The case continues to churn its way through the courts.
A sister of Mr. Jones, reached by phone, declined to speak with the Globe.
In response to an interview request from the Globe and Mail, the OPP said they cannot comment because they are mentioned (though not named as defendants) in the civil litigation.
“This was a tragic crime and our hearts go out to the families and friends of the murdered victims and the community,” spokesperson Carolle Dionne said. “As the matter is before the courts, I am unable to provide further information.”
After they sold the family farm, Thomas and Hans bought a house about an hour away, where Hans now lives with Julia Conway and Lily, the dog. Julia is like a sister to them now, the brothers say. She suffers from post-traumatic stress disorder and has not been cleared by her doctor to return to work.
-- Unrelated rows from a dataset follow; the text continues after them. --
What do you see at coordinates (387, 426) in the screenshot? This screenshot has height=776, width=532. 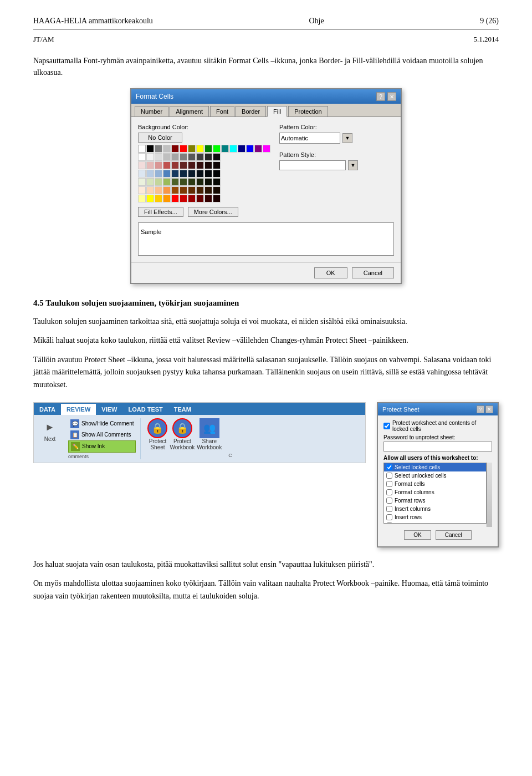 I see `protect-worksheet-checkbox` at bounding box center [387, 426].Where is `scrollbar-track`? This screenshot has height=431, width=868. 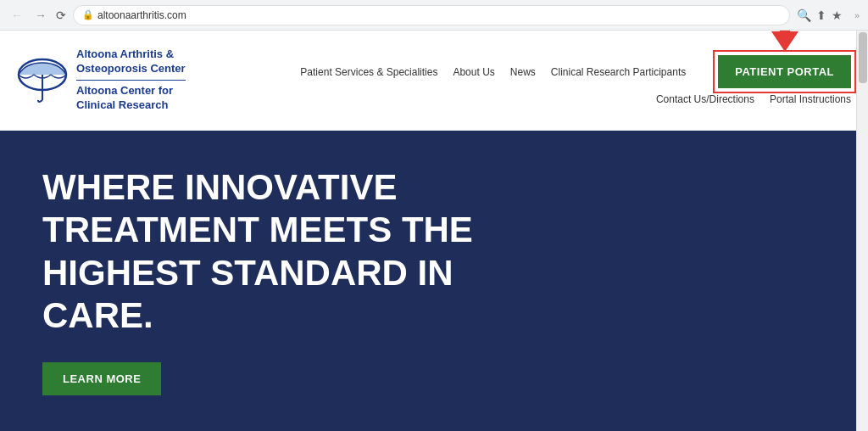
scrollbar-track is located at coordinates (862, 231).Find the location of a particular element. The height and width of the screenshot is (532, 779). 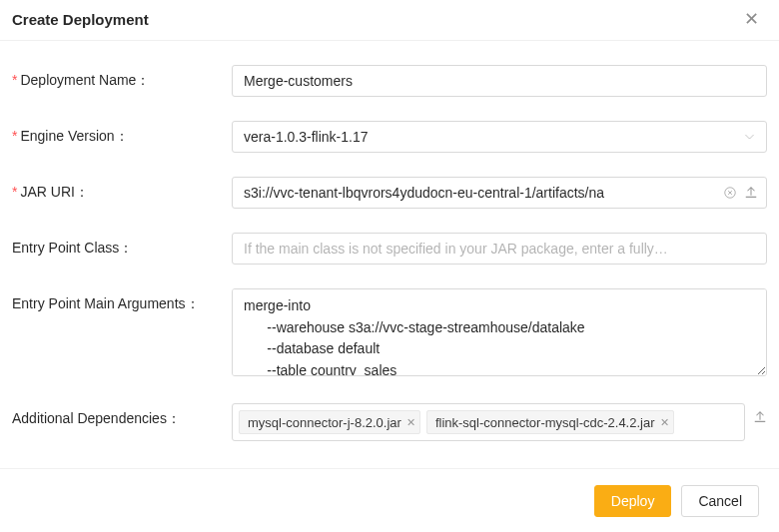

modal-header: Create Deployment ✕ is located at coordinates (390, 20).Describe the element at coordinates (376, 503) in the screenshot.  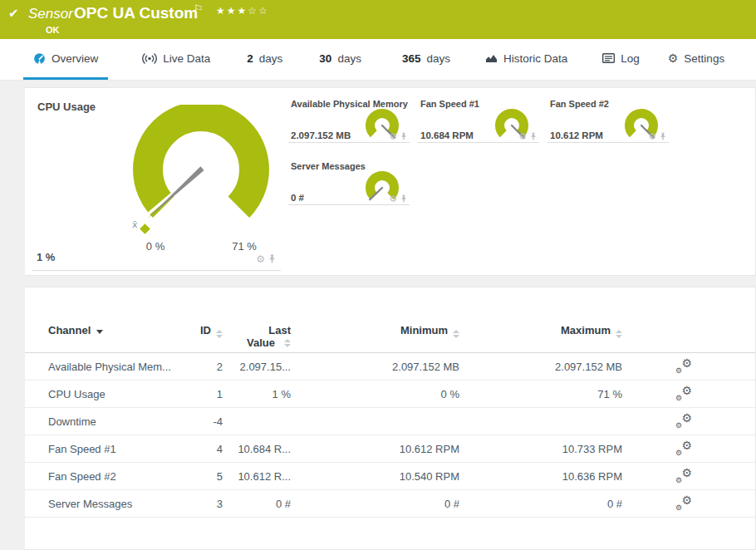
I see `minimum-value: 0 #` at that location.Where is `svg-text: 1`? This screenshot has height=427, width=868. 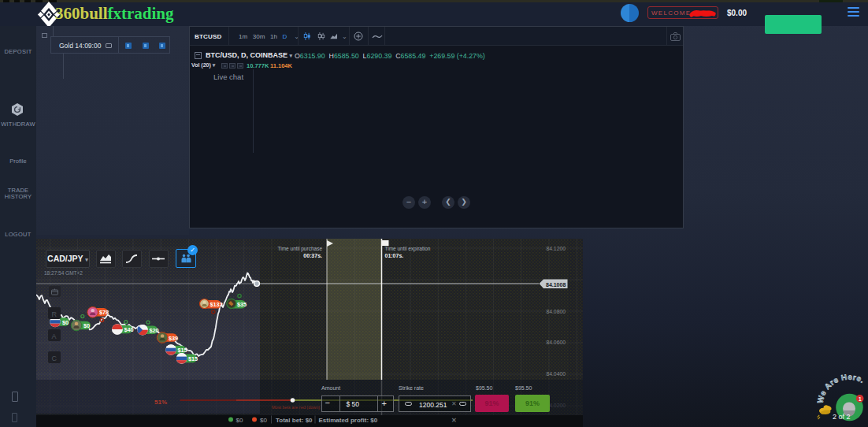
svg-text: 1 is located at coordinates (860, 399).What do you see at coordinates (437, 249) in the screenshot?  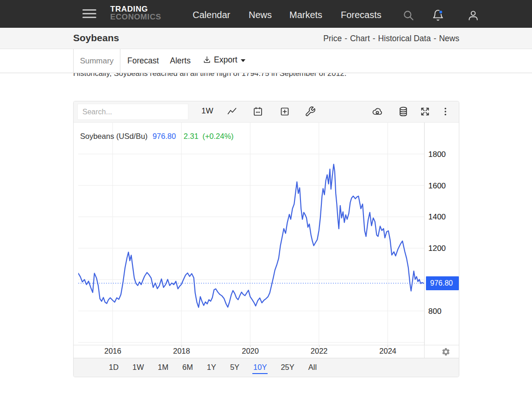 I see `y-axis-label: 1200` at bounding box center [437, 249].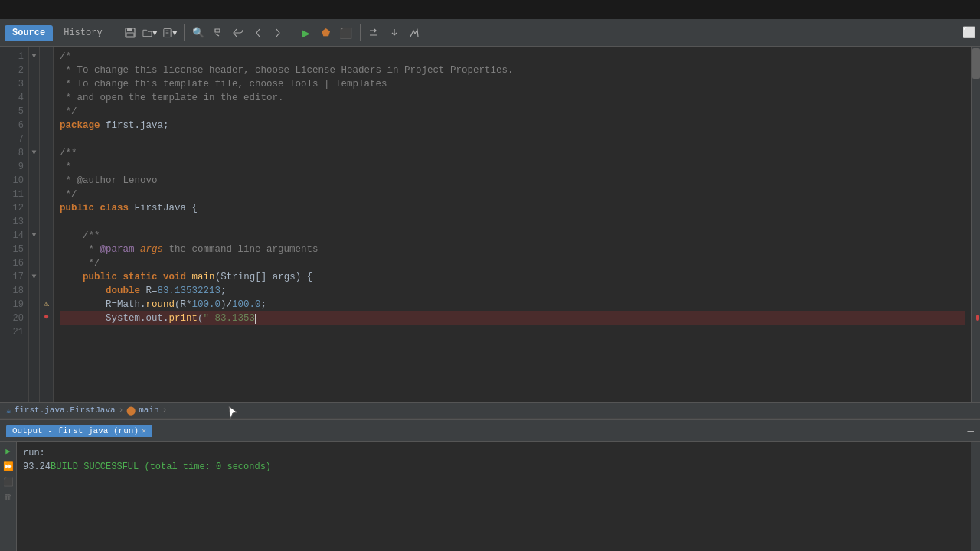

Thomas has since gone back to Taiwan, where he is teaching and working on memoirs about his loss. In the meantime, he and his brother continue to try to get answers.
One morning in March, while Thomas was visiting, the three of them pulled out a box of items they got from the house after the cleaning crew went through. Most of the photos and documents were loose in the box, their picture frames – which had been splattered with blood – removed.
They smile at old glamour shots of Paul, who had modelled for a time — even appearing on the cover of Harlequin romance novels. They finger old photos of themselves as kids, wearing matching outfits, with matching bowl cuts, and playing at the farm while Raija and Olavi look on proudly. They linger over their parents’ wedding album and laugh at a more recent shot of their mom, flashing a big smile, with bright pink hair. She’d dyed it spontaneously, just a short time before she died, they said — a classic Ulla thing to do.
“I don’t know what would give me closure. I really don’t know,” Hans says, shaking his head. “I don’t want to find out that somebody messed up, or that my mom, you know, could have handled it better or that this guy was just a psycho that went off the rails. There’s nothing at this point that could really [make me feel better]. But I want to help somebody in the future … somehow, maybe, there’s a way we can get the word out and help somebody.”
There are lessons here, they argue, for victims, for family, for friends, for the general public, for police. There have to be.